▶ [To do]: Everything in the listing below except the pictures should be reproduced exactly.

--- Material for this exercise Enclosed Below ---

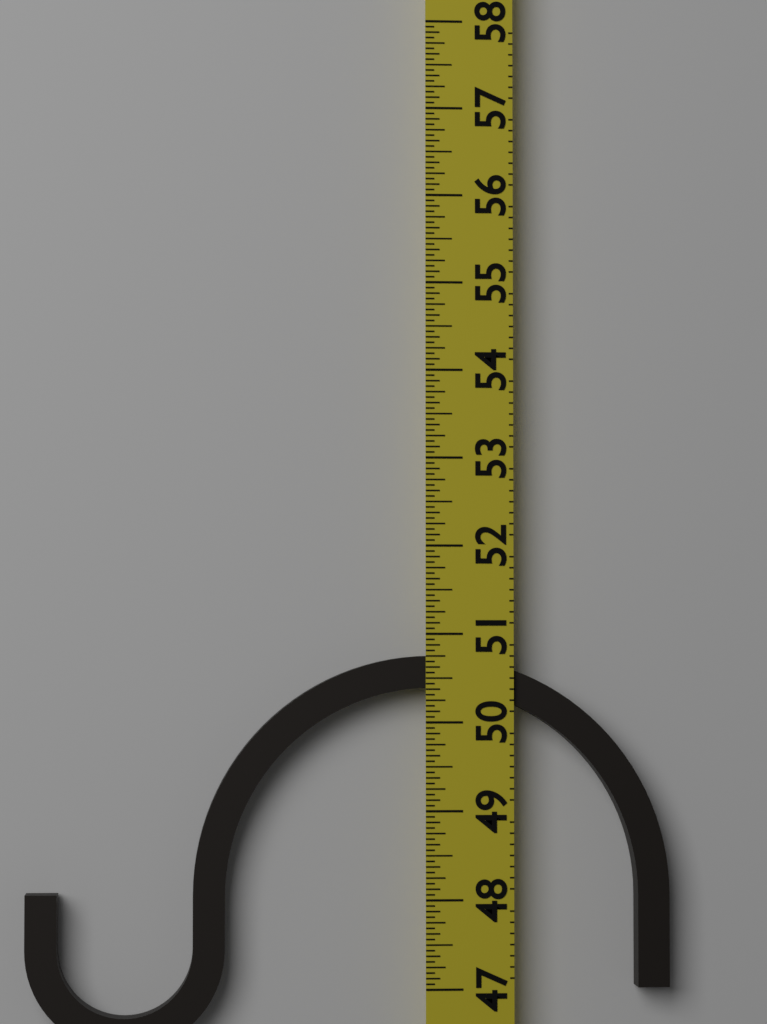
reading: 50.7500 (no unit)
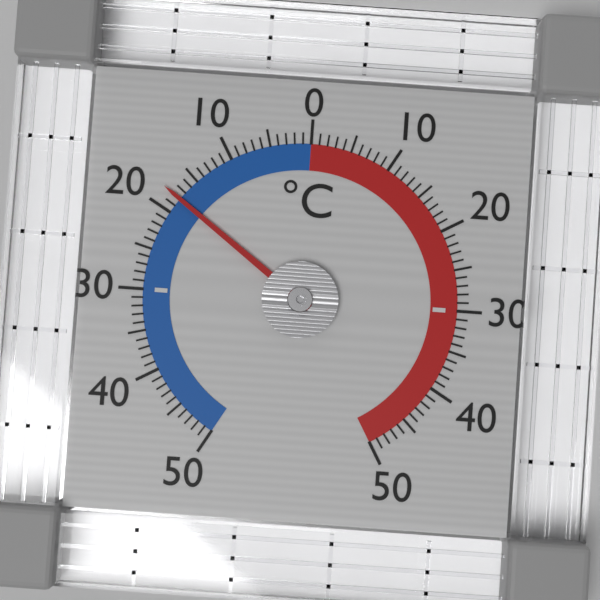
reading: -18 °C
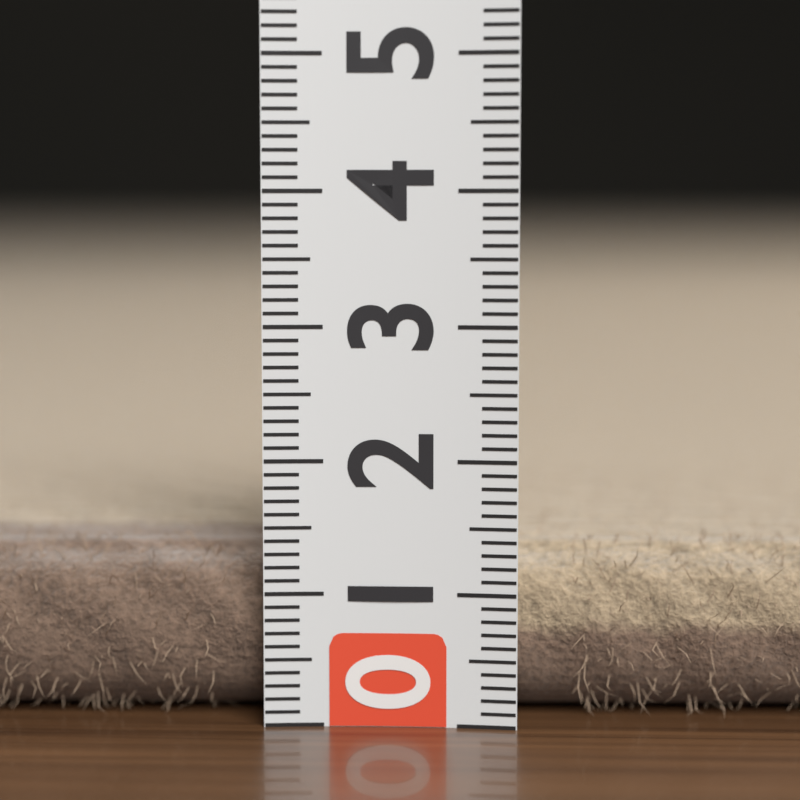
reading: 1.3 (no unit)
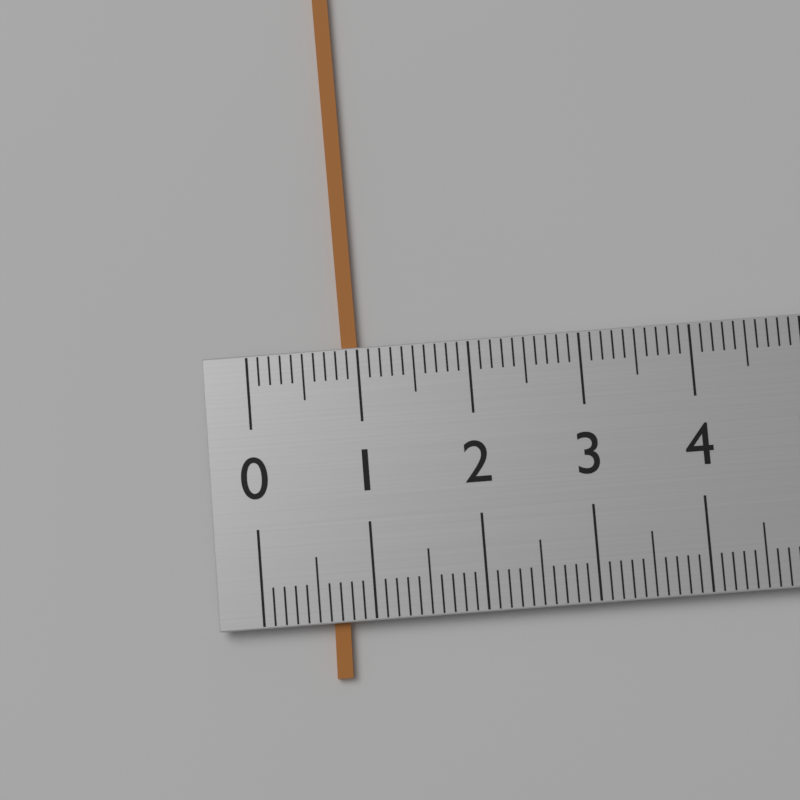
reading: 1.0 (no unit)
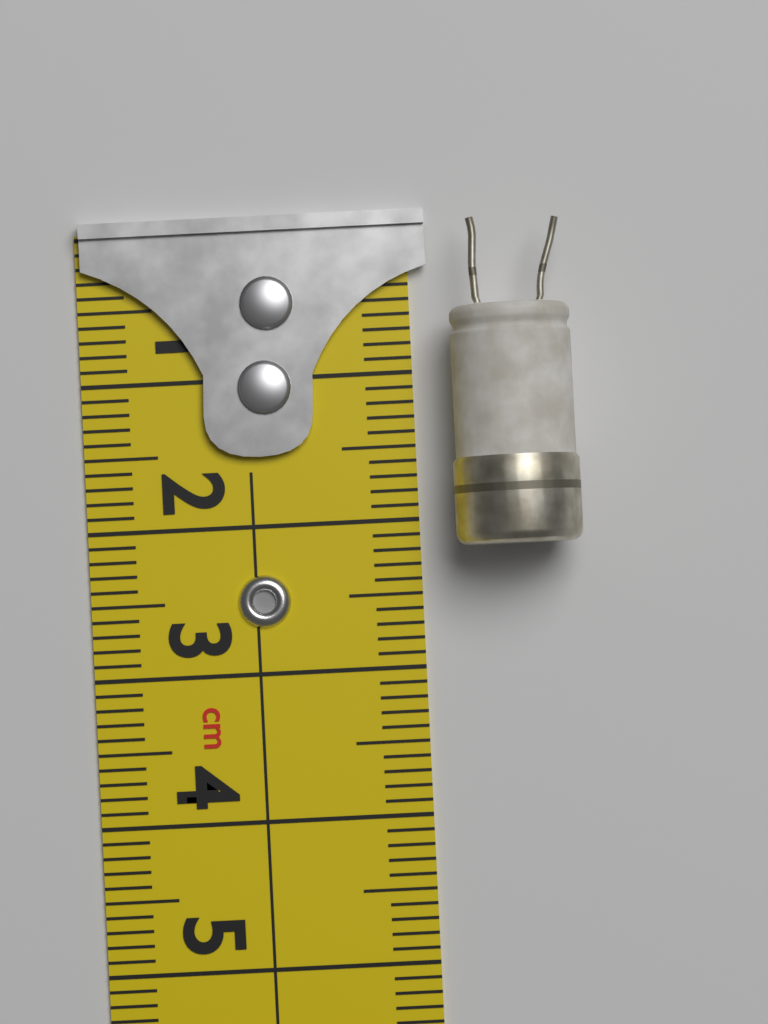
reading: 2.2 cm
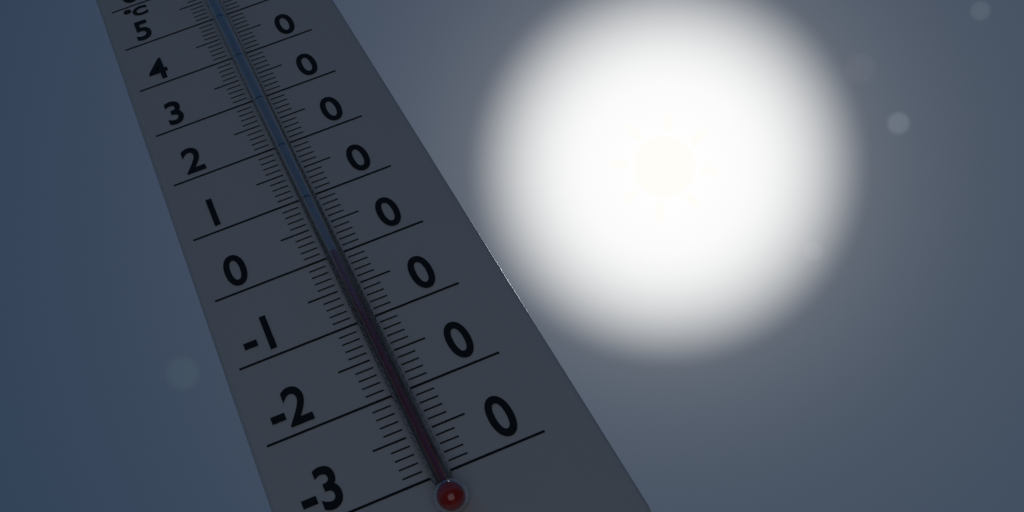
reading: -1 °C
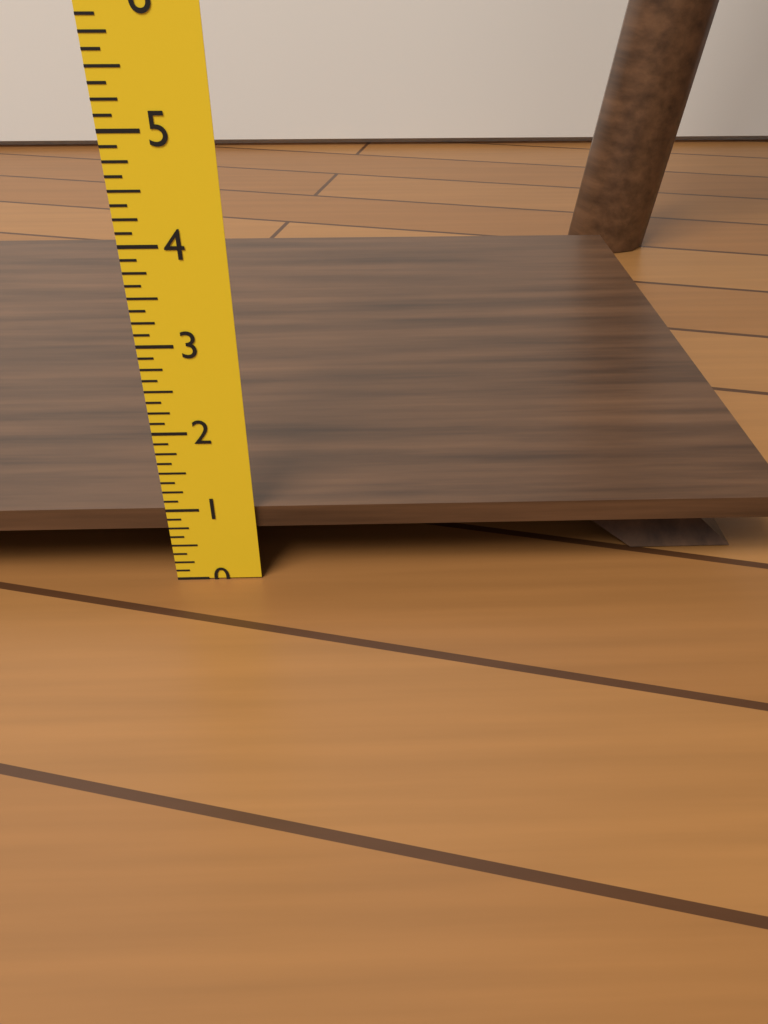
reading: 1.000 in
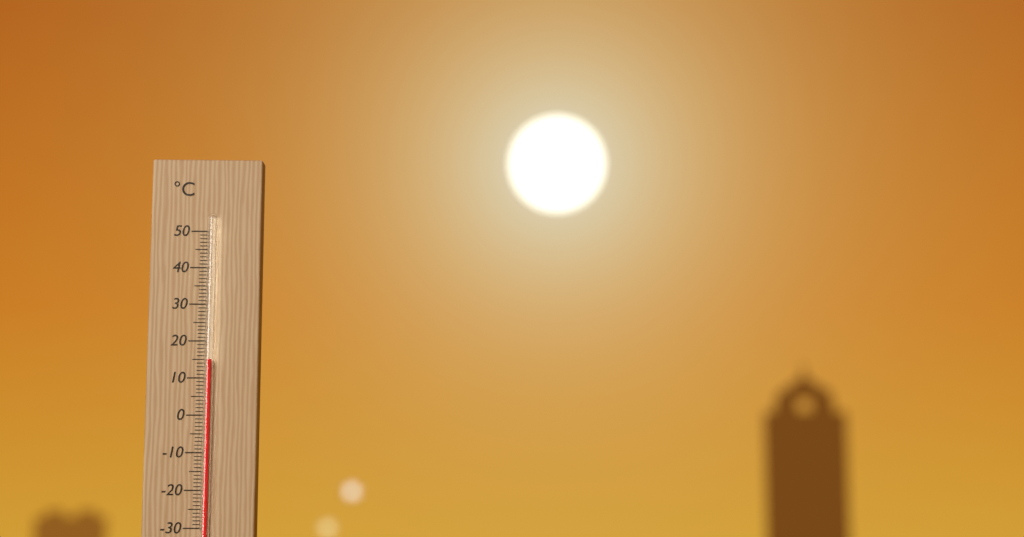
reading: 15 °C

--- End of Enclosed Material for this exercise ---

▶ [Output]:
reading: 50.7500 (no unit)
reading: -18 °C
reading: 1.3 (no unit)
reading: 1.0 (no unit)
reading: 2.2 cm
reading: -1 °C
reading: 1.000 in
reading: 15 °C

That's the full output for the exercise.